On Friday, the FCC announced a consent decree for violations of the requirements that TV stations provide at least three weekly hours of CORE programming addressing the educational and informational needs of children. The operator of eight TV and Class A TV stations in the southeast US agreed to make a $90,000 “voluntary contribution” to the Federal government and to adopt new practices to insure future compliance with the CORE programming requirements. The FCC had held up the license renewals of many of its stations as the licensee had claimed reruns of one-time programs as fulfilling the CORE requirements. As explained in the FCC’s Order, the FCC does not consider such programming to meet the requirements of the children’s television rules.

Under the rules, the FCC has the following requirements for CORE programming meeting the educational and informational (“E/I” in the language used by the FCC) needs of children:

(1) serving the E/I needs of children ages 16 and under is a significant purpose of the programming;

(2) the program is to be aired between the hours of 7:00 a.m. and 10:00 p.m.;

(3) the program is a regularly-scheduled weekly program;

(4) the program must be at least 30 minutes in length;

(5) the program is identified as being specifically designed to educate and inform children through the on-screen display of the E/I symbol throughout the program;

(6) the educational objective and the target child audience are specified in writing in the licensee’s Children’s Television Programming Report; and

(7) the licensee must provide instructions for listing the program as E/I, including an indication of the age group for which the program is intended, to publishers of TV program guides.

In this case, the licensee was deemed to have violated criteria number 3 above – as its programming was not “regularly scheduled.”In the order, the FCC looked back at its adoption of the children’s television obligations to explain why there is the requirement for CORE programming to be regularly scheduled weekly programming. The Commission said that the regular schedule – generally at the same time each week – allows programs to reinforce messages and themes from week to week, which enhances the learning process. Thus, the programming is supposed to be different episodes of the same program over the course of the quarter, not repeated airings of one-off programs. In the case of this licensee, the FCC gave the example of three single-episode programs that were aired 89 times in the quarter being counted toward the requirement by the licensee.

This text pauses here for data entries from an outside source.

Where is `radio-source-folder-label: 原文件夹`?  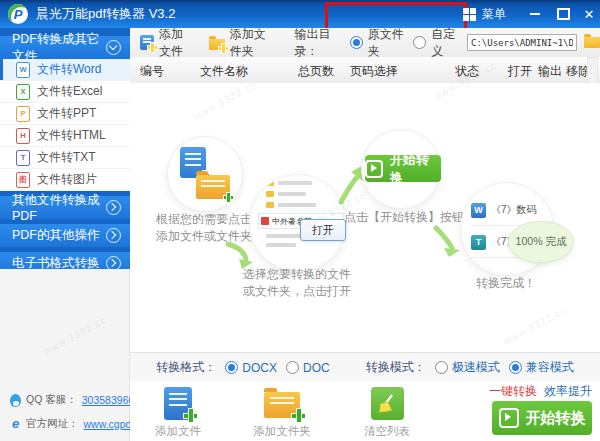 radio-source-folder-label: 原文件夹 is located at coordinates (387, 43). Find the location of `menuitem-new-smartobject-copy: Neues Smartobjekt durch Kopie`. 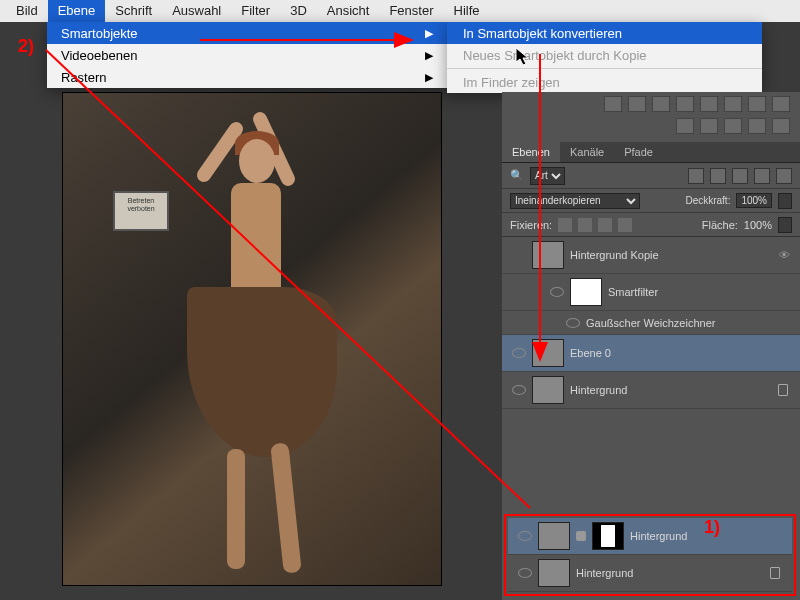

While we have seen many FCC fines for the failure to timely complete the quarterly Form 398 Children’s Television Programming Reports (see for instance these cases, here and here, released in the last two weeks), cases where the E/I symbol was not displayed (see our article here) and some past arguments about whether certain regularly scheduled programming were sufficiently educational to meet the CORE requirements (see our article here), this is one of the few examples where the FCC has effectively fined a station for trying to meet its CORE requirements through programming that was not regularly scheduled. Obviously, stations need to review their children’s programming to make sure that they don’t fall into a similar trap.